In Cities in the Wilderness,
former Secretary of the Interior Bruce Babbitt asks: “Is it
realistic to suggest expanding land protection programs in a season
when the Bush administration and Congress are intent not upon
expanding, but upon shrinking the reach of our environmental laws?”

Babbitt’s answer is a resounding “Yes.” He
continues, “History instructs us that the trajectory of
environmental protection is moving ever upward over time, even as
the trend line occasionally breaks downward. And that suggests to
me that the seeds of change must be planted now, even if they do
not germinate immediately.”

And plant seeds Babbitt does,
in a book that is part call-to-arms, part memoir, and part land-use
policy analysis. Cities in the Wilderness examines Babbitt’s
accomplishments as President Clinton’s Interior Secretary
from 1992 to 2000, and offers advice on laying the groundwork for
the next phase.

People who love Babbitt and his legacy of
environmental preservation and restoration will love Cities in the
Wilderness; people who hated him will likewise hate this book. He
pulls no punches when he writes that the “grazing of livestock is
the most damaging use of public land,” or calls public-lands
predator control a “rangeland massacre.”

Babbitt also
provides plenty of juicy insider’s tidbits: He discusses how
he “helped” Clinton secure a conservation legacy by gently
comparing the number of acres Clinton had preserved with the number
preserved by Teddy Roosevelt. A few months later, Clinton
designated several more monuments, pushing his acreage tally above
Roosevelt’s. Babbitt makes an eloquent argument for more
enlightened federal land-use planning. This is a bold and visionary
book by one of America’s most bold and visionary conservation
leaders.

This article appeared in the print edition of the magazine with the headline Planting seeds for preservation.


## Task instructions
Reproduce what is written in the records below exactly, and leave out the images.

## Record set

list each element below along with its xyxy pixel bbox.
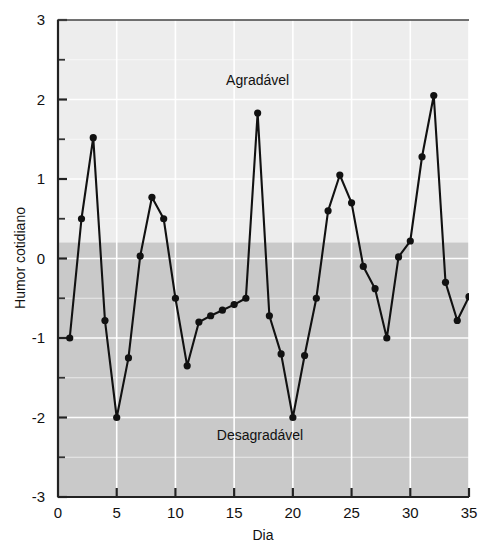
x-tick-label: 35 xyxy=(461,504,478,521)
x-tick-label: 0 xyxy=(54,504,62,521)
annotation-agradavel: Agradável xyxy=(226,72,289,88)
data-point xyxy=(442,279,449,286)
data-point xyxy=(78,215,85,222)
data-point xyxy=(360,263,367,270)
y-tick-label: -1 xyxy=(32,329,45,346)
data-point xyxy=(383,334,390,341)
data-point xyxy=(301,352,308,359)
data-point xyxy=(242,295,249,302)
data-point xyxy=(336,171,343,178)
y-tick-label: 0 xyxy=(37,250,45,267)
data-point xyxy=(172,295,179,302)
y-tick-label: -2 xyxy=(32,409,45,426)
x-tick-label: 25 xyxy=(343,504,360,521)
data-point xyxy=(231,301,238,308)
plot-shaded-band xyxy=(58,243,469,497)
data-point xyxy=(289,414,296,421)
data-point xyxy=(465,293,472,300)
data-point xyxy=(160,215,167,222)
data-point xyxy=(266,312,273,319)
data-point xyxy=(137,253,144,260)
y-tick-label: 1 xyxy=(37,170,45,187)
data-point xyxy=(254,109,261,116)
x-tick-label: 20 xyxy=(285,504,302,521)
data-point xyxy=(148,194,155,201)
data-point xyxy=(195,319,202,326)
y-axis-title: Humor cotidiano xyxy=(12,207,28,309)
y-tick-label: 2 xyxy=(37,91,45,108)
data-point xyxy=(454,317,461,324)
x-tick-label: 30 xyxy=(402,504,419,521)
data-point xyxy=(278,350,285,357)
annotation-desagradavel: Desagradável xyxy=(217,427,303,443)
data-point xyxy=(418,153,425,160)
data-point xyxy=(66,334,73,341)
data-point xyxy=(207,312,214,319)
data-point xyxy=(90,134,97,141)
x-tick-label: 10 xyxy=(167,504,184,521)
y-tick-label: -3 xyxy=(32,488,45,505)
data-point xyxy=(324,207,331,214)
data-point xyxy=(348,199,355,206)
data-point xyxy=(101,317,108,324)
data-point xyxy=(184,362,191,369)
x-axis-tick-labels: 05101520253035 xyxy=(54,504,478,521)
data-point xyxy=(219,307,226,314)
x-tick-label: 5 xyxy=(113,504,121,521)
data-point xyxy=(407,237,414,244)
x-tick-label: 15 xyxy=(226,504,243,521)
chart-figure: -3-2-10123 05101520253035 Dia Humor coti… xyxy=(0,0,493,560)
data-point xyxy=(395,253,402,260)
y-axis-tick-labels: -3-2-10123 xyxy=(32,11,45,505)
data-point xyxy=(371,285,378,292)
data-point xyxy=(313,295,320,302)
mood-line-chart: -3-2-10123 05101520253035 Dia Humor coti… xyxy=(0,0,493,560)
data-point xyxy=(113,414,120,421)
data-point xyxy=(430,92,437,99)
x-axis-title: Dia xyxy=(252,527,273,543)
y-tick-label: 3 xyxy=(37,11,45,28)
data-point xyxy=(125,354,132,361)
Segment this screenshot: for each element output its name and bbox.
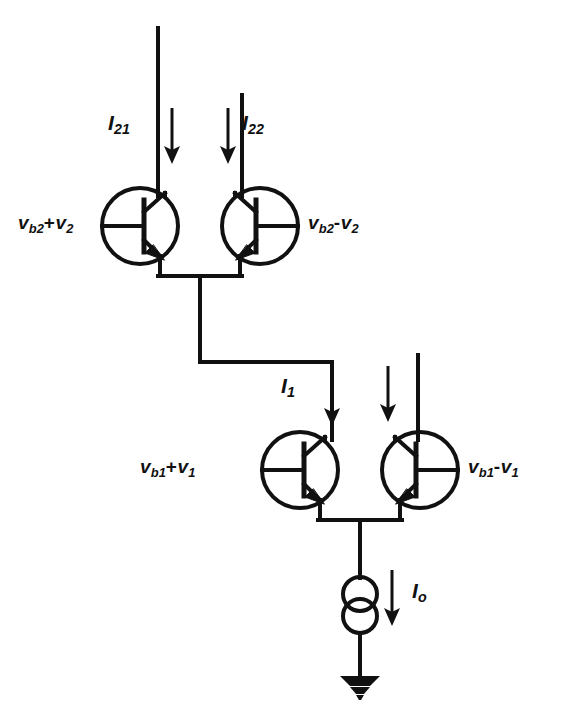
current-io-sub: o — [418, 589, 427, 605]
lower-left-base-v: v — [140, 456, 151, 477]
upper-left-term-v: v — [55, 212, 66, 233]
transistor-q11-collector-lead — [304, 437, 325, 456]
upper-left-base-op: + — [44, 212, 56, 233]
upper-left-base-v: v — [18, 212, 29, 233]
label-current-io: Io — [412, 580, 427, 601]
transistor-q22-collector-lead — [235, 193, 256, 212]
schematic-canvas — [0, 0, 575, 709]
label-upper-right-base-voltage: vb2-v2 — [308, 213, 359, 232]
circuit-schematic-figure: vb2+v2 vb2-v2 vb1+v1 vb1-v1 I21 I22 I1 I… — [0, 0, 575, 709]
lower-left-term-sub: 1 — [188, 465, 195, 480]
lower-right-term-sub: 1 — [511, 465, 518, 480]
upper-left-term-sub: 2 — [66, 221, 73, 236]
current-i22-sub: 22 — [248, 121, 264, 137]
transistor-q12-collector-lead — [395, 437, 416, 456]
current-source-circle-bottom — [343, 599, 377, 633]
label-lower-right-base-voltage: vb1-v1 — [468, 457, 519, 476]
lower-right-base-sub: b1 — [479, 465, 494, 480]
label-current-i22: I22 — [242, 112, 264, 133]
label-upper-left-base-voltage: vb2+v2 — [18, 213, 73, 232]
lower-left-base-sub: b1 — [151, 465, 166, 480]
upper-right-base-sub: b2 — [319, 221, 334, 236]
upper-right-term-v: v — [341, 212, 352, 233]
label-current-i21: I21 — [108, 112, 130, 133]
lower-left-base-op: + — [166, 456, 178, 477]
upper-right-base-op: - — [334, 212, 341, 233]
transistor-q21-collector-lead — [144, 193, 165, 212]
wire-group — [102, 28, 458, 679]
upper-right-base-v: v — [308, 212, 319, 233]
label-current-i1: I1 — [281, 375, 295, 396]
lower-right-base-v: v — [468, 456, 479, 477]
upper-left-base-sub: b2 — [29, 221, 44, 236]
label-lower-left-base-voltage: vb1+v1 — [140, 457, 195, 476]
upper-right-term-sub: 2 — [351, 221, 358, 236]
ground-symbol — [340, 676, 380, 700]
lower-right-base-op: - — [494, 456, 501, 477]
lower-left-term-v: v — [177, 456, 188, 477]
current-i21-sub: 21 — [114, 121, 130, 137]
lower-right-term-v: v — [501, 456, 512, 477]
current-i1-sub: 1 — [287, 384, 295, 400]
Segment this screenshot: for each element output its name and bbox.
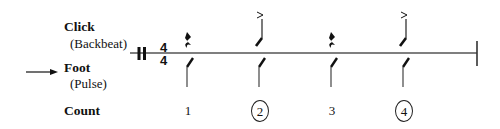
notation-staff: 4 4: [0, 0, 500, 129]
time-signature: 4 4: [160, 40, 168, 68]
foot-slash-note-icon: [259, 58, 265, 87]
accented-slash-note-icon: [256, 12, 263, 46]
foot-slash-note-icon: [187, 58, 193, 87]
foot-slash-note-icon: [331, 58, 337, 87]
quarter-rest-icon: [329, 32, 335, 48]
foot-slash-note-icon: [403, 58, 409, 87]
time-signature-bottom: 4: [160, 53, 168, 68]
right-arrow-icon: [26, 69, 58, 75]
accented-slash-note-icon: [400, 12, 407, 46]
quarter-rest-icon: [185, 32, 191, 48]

## Expected output
list each element below along with its xyxy pixel bbox.
x-tick-label: 35 xyxy=(461,504,478,521)
x-tick-label: 0 xyxy=(54,504,62,521)
annotation-agradavel: Agradável xyxy=(226,72,289,88)
data-point xyxy=(442,279,449,286)
data-point xyxy=(78,215,85,222)
data-point xyxy=(360,263,367,270)
y-tick-label: -1 xyxy=(32,329,45,346)
data-point xyxy=(383,334,390,341)
data-point xyxy=(301,352,308,359)
data-point xyxy=(242,295,249,302)
data-point xyxy=(336,171,343,178)
y-tick-label: 0 xyxy=(37,250,45,267)
data-point xyxy=(172,295,179,302)
y-tick-label: -2 xyxy=(32,409,45,426)
x-tick-label: 25 xyxy=(343,504,360,521)
data-point xyxy=(231,301,238,308)
plot-shaded-band xyxy=(58,243,469,497)
data-point xyxy=(289,414,296,421)
data-point xyxy=(465,293,472,300)
data-point xyxy=(160,215,167,222)
data-point xyxy=(266,312,273,319)
data-point xyxy=(137,253,144,260)
y-tick-label: 1 xyxy=(37,170,45,187)
data-point xyxy=(254,109,261,116)
x-tick-label: 20 xyxy=(285,504,302,521)
data-point xyxy=(148,194,155,201)
data-point xyxy=(195,319,202,326)
y-axis-title: Humor cotidiano xyxy=(12,207,28,309)
y-tick-label: 2 xyxy=(37,91,45,108)
data-point xyxy=(454,317,461,324)
x-tick-label: 30 xyxy=(402,504,419,521)
data-point xyxy=(278,350,285,357)
annotation-desagradavel: Desagradável xyxy=(217,427,303,443)
data-point xyxy=(418,153,425,160)
data-point xyxy=(66,334,73,341)
data-point xyxy=(207,312,214,319)
data-point xyxy=(90,134,97,141)
x-tick-label: 10 xyxy=(167,504,184,521)
y-tick-label: -3 xyxy=(32,488,45,505)
data-point xyxy=(324,207,331,214)
data-point xyxy=(348,199,355,206)
data-point xyxy=(101,317,108,324)
data-point xyxy=(184,362,191,369)
x-axis-tick-labels: 05101520253035 xyxy=(54,504,478,521)
data-point xyxy=(219,307,226,314)
x-tick-label: 5 xyxy=(113,504,121,521)
data-point xyxy=(407,237,414,244)
x-tick-label: 15 xyxy=(226,504,243,521)
chart-figure: -3-2-10123 05101520253035 Dia Humor coti… xyxy=(0,0,493,560)
data-point xyxy=(395,253,402,260)
y-axis-tick-labels: -3-2-10123 xyxy=(32,11,45,505)
data-point xyxy=(371,285,378,292)
data-point xyxy=(313,295,320,302)
mood-line-chart: -3-2-10123 05101520253035 Dia Humor coti… xyxy=(0,0,493,560)
data-point xyxy=(113,414,120,421)
data-point xyxy=(430,92,437,99)
x-axis-title: Dia xyxy=(252,527,273,543)
y-tick-label: 3 xyxy=(37,11,45,28)
data-point xyxy=(125,354,132,361)
Segment this screenshot: for each element output its name and bbox.
current-io-sub: o — [418, 589, 427, 605]
lower-left-base-v: v — [140, 456, 151, 477]
upper-left-term-v: v — [55, 212, 66, 233]
transistor-q11-collector-lead — [304, 437, 325, 456]
upper-left-base-op: + — [44, 212, 56, 233]
upper-left-base-v: v — [18, 212, 29, 233]
label-current-io: Io — [412, 580, 427, 601]
transistor-q22-collector-lead — [235, 193, 256, 212]
schematic-canvas — [0, 0, 575, 709]
label-upper-right-base-voltage: vb2-v2 — [308, 213, 359, 232]
circuit-schematic-figure: vb2+v2 vb2-v2 vb1+v1 vb1-v1 I21 I22 I1 I… — [0, 0, 575, 709]
lower-left-term-sub: 1 — [188, 465, 195, 480]
lower-right-term-sub: 1 — [511, 465, 518, 480]
upper-left-term-sub: 2 — [66, 221, 73, 236]
current-i22-sub: 22 — [248, 121, 264, 137]
transistor-q12-collector-lead — [395, 437, 416, 456]
current-source-circle-bottom — [343, 599, 377, 633]
label-lower-right-base-voltage: vb1-v1 — [468, 457, 519, 476]
lower-right-base-sub: b1 — [479, 465, 494, 480]
label-current-i22: I22 — [242, 112, 264, 133]
label-upper-left-base-voltage: vb2+v2 — [18, 213, 73, 232]
lower-left-base-sub: b1 — [151, 465, 166, 480]
upper-right-base-sub: b2 — [319, 221, 334, 236]
upper-right-term-v: v — [341, 212, 352, 233]
label-current-i21: I21 — [108, 112, 130, 133]
lower-left-base-op: + — [166, 456, 178, 477]
upper-right-base-op: - — [334, 212, 341, 233]
transistor-q21-collector-lead — [144, 193, 165, 212]
wire-group — [102, 28, 458, 679]
upper-right-base-v: v — [308, 212, 319, 233]
label-current-i1: I1 — [281, 375, 295, 396]
lower-right-base-v: v — [468, 456, 479, 477]
upper-left-base-sub: b2 — [29, 221, 44, 236]
label-lower-left-base-voltage: vb1+v1 — [140, 457, 195, 476]
upper-right-term-sub: 2 — [351, 221, 358, 236]
ground-symbol — [340, 676, 380, 700]
lower-right-base-op: - — [494, 456, 501, 477]
lower-left-term-v: v — [177, 456, 188, 477]
current-i21-sub: 21 — [114, 121, 130, 137]
lower-right-term-v: v — [501, 456, 512, 477]
current-i1-sub: 1 — [287, 384, 295, 400]
Segment this screenshot: for each element output its name and bbox.
notation-staff: 4 4: [0, 0, 500, 129]
time-signature: 4 4: [160, 40, 168, 68]
foot-slash-note-icon: [259, 58, 265, 87]
accented-slash-note-icon: [256, 12, 263, 46]
foot-slash-note-icon: [187, 58, 193, 87]
foot-slash-note-icon: [331, 58, 337, 87]
quarter-rest-icon: [329, 32, 335, 48]
foot-slash-note-icon: [403, 58, 409, 87]
time-signature-bottom: 4: [160, 53, 168, 68]
right-arrow-icon: [26, 69, 58, 75]
accented-slash-note-icon: [400, 12, 407, 46]
quarter-rest-icon: [185, 32, 191, 48]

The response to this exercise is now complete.